South Korea’s Financial Services Commission and Financial Intelligence Unit proposed amendments on March 30 that would require crypto exchanges to file suspicious transaction reports on all overseas-linked transfers above 10 million won ($6,800), regardless of actual risk assessment. The Digital Asset eXchange Alliance warns the rule could increase annual reports from major exchanges to 5.4 million, up 85-fold from the 63,000 filed last year.

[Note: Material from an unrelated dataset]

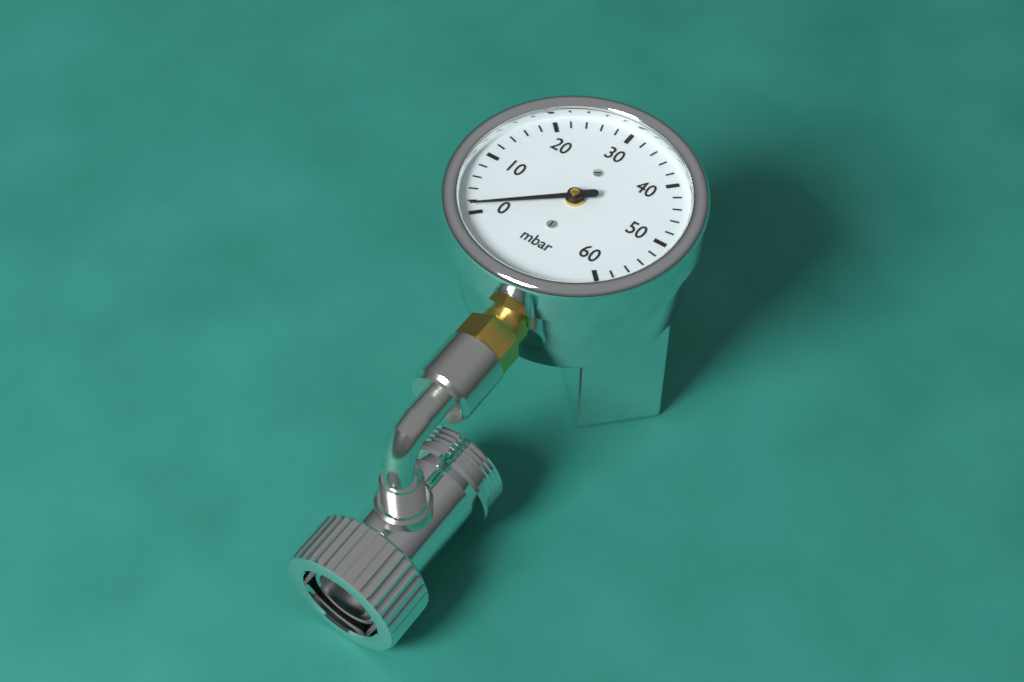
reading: 1 mbar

Regulatory Tightening Follows Exchange Enforcement Actions

The proposed amendments emerge after the FIU imposed sanctions on South Korea’s largest exchanges for alleged anti-money laundering violations. Coinone received a 5.2 billion won fine, while Upbit and Coinone each faced three-month partial business suspensions and Bithumb a six-month suspension for failures in customer due diligence and transactions with unregistered foreign virtual asset service providers. Despite these penalties, Upbit won a first-instance court ruling on April 9 canceling its business suspension, and Bithumb received court relief suspending enforcement. The FIU appealed Upbit’s decision on April 30.

Compliance Scale Deemed Operationally Impossible

DAXA, representing 27 registered virtual asset service providers including Upbit, Bithumb, Coinone, Korbit, and Gopax, argues the rule imposes obligations “not clearly set out in the underlying law” and creates operational chaos. The proposed threshold of 10 million won would trigger mandatory reporting on routine cross-border transactions, flooding the FIU with reports and eliminating meaningful risk-based screening. The industry body contends the scale exceeds what compliance infrastructure can handle while maintaining service continuity.

Broader AML Enforcement Strategy Under Scrutiny

The proposal reflects South Korea’s intensifying focus on virtual asset regulation following years of compliance gaps. However, the blunt-instrument approach of mandatory reporting on all overseas transfers contradicts international AML standards, which emphasize risk-based detection. The rule’s effectiveness depends on the FIU’s capacity to process and investigate millions of additional reports. July is set for finalization, with the public notice period closing May 11.